STOKE CITY MANAGER “Narcis Pelach” ON PRESSURE AFTER MIDDLESBROUGH’S CLASH WITH STOKE.

STOKE CITY MANAGER "Narcis Pelach" ON PRESSURE AFTER MIDDLESBROUGH'S CLASH WITH STOKE.
STOKE CITY MANAGER "Narcis Pelach" ON PRESSURE AFTER MIDDLESBROUGH'S CLASH WITH STOKE.

STOKE CITY MANAGER “Narcis Pelach” ON PRESSURE AFTER MIDDLESBROUGH’S CLASH WITH STOKE.

STOKE CITY MANAGER “Narcis Pelach” ON PRESSURE AFTER MIDDLESBROUGH’S CLASH WITH STOKE.

Stoke City Ben Gibson plays the 400th club game of his career today at the place where it all started – and on the back of a fortnight the likes of which he can barely have experienced over the last 13-and-a-half years.

Gibson started his life in senior football at Middlesbrough in April 2011 – a 2-1 Championship win over Coventry under the guidance of Tony Mowbray. He went on to make 203 appearances for the club he grew up supporting in this division and the Premier League as well as spending time out on loan at Plymouth Argyle, York and Tranmere.

There was a difficult move to Burnley when he had seemed on the cusp of an international breakthrough but he was revitalised at Norwich, where he met coach Narcis Pelach last year as they reached the play-offs, before heading to Stoke to be pretty quickly joined by Pelach as his new boss, replacing Steven Schumacher last week.

“I think if you ask the players, they’d tell you that they’ve loved this last week,” he said. “It’s probably been a bit of a culture shock and I know it’s easier for me because it’s more the norm that I’ve been used to but I’ve tried to reassure them that it will become the norm here too and they will get used to it.

It’s just very, very different, the European way, a different week with fewer days off, more hours on the training pitch, loads of meetings – meetings on meetings, meetings about meetings, so different – but I think the lads have been really receptive.

STOKE CITY MANAGER "Narcis Pelach" ON PRESSURE AFTER MIDDLESBROUGH'S CLASH WITH STOKE.
STOKE CITY MANAGER “Narcis Pelach” ON PRESSURE AFTER MIDDLESBROUGH’S CLASH WITH STOKE.

“In the first 30 minutes against Hull last Friday we showed something. To change so drastically in two days essentially, we can take positives. There is still obviously loads to improve and there always will be but I’m really confident that we’ve got the group to do it and we just have to ride out the periods when it maybe hasn’t worked as well and maximise our chances that our new shape and structure can give us.”

Gibson, aged 31, has been the go-to man for players, media and anyone else to ask about Pelach due to their time together at Carrow Road. What can everyone expect?

“It’s a question that a lot of people want to know,” he said. “It’s his first crack of being a manager in this country and he’s exciting, he’s intense, he’s demanding, he’s a good man, a very humble guy and very hard working. We’ll represent him, he’ll demand that from us.

We’ve already had loads of information, so much. It’s been made clear to us what is expected right across the board, on the pitch and off the pitch, we’ll have a clear structure in how we play.”

He added: “I loved (working with him at Norwich). He worked a lot with the defenders hand in hand so we spent a lot of time together. We really benefited from that to be honest as a back four, as a unit, individually.

He did a lot of one-on-one analysis, looking at what you’ve done well, what you can do better, looking at bigger and better players in the same position.

He’s super detailed and I’ve never come across anyone in football who works harder. He’s non-stop. He’ll be here until the early hours of the morning.

He’s obsessed by football, obsessed with the details, improving players, improving units, improving teams. That can only give us a better chance of getting results.”

The excitement at a new chapter doesn’t quite overshadow a responsibility for the end of an old one and the exit of Schumacher, who had signed Gibson early in the summer.

Gibson said: “It’s never nice and as players you have to take ownership of that. I’d only experienced the old manager for a short period of time but as a player and as his captain you have to look at yourself and ultimately we hadn’t done a good enough job on the pitch.

“But now we’ve made the decision to go in this direction I’m really excited to work with him. I know what he’ll bring. I could see when I worked with him before that he was always going to be a head coach or manager, there was always a natural progression. It wasn’t a matter of if, it was just a case of when. I’m delighted he’s here.

“With the young squad we have he’ll improve players, he’ll improve the team. The results will hopefully come quickly, hopefully they’ll come straightaway.

There’s obviously going to be a huge emphasis on the different style of play and the club is going in a direction it hasn’t in the past but, whether we like it or not, the facts are that as a club we haven’t got the results or finished in the positions that its wanted to. I couldn’t be more convinced he’ll be the manager to turn that fortune around.”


■ Exercise prompt: Set out exactly every line of the entries below, starting at the line that holds "is (969, 464)." and stopping after the line that holds "What are the".
:: Material provided ::
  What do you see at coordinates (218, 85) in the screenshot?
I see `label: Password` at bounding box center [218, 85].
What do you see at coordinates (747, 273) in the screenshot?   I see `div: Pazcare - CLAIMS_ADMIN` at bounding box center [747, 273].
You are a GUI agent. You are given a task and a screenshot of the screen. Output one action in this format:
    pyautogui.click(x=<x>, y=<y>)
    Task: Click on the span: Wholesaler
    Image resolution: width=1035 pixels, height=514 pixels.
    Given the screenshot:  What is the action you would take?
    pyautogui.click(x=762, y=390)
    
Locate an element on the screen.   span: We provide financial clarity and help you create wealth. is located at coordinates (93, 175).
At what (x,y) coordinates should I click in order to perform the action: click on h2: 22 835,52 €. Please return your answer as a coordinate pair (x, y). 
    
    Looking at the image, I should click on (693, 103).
:::
:: Material provided ::
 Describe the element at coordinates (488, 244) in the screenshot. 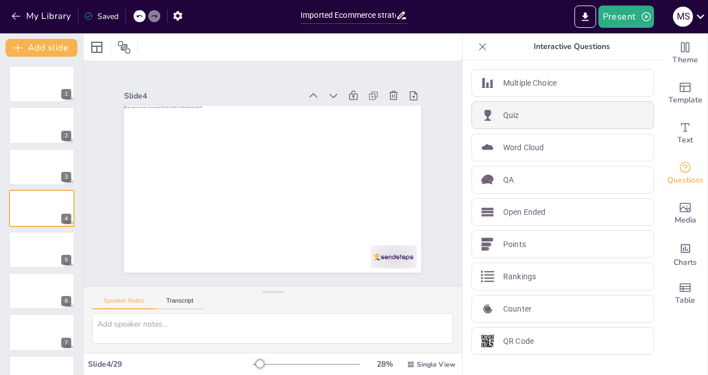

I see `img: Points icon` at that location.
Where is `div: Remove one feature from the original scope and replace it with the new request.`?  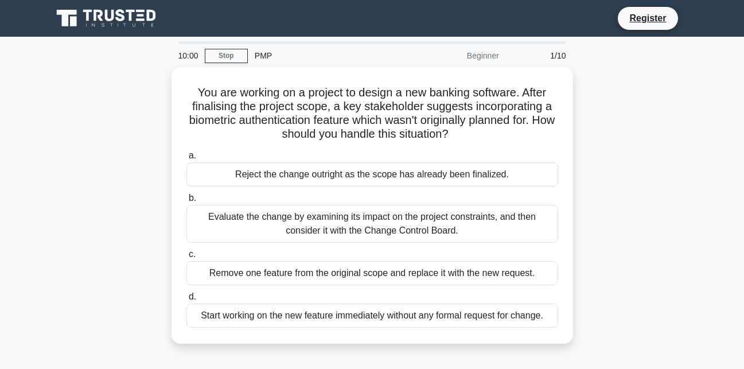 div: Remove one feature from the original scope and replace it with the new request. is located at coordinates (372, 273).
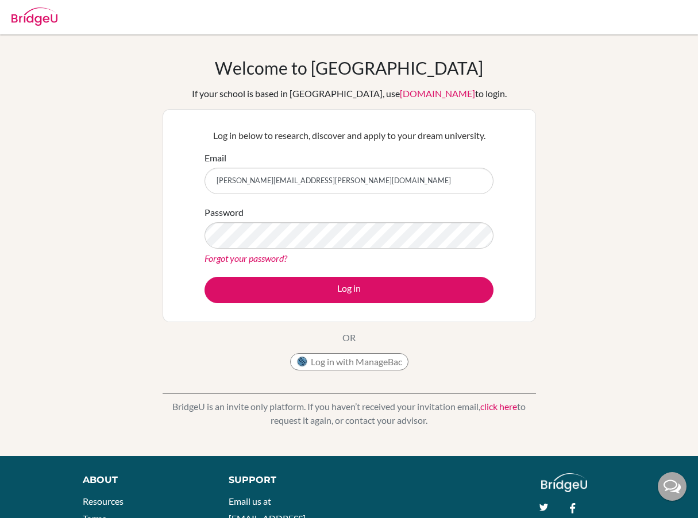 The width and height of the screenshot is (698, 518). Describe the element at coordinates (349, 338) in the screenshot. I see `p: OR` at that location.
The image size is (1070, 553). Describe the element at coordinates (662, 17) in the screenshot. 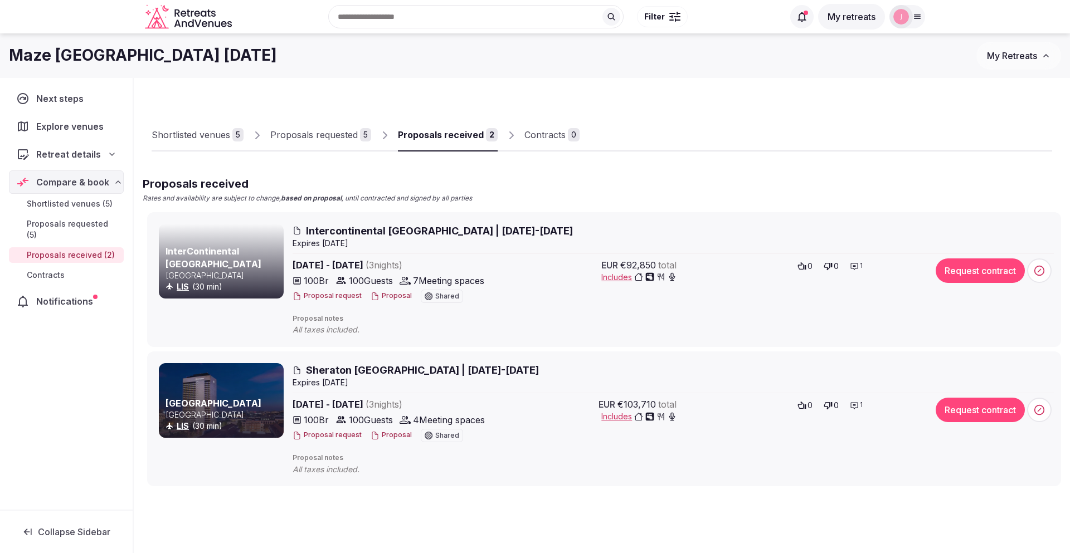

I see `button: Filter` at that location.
:::
:: Material provided ::
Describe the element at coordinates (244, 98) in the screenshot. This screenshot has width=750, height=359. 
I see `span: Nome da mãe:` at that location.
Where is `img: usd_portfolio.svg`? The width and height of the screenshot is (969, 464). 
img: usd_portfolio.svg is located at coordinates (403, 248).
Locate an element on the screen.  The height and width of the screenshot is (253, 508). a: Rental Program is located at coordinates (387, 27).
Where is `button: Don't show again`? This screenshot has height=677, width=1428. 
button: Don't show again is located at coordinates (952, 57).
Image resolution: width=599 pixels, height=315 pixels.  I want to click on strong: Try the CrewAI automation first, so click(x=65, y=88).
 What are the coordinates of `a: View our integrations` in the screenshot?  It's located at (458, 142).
:::
■ Response area:
Where is `img: usd_portfolio.svg`? The width and height of the screenshot is (969, 464). 
img: usd_portfolio.svg is located at coordinates (403, 248).
Locate an element on the screen.  The height and width of the screenshot is (253, 508). a: Rental Program is located at coordinates (387, 27).
Where is `button: Don't show again`? This screenshot has height=677, width=1428. 
button: Don't show again is located at coordinates (952, 57).
Image resolution: width=599 pixels, height=315 pixels.  I want to click on strong: Try the CrewAI automation first, so click(x=65, y=88).
 What are the coordinates of `a: View our integrations` in the screenshot?  It's located at (458, 142).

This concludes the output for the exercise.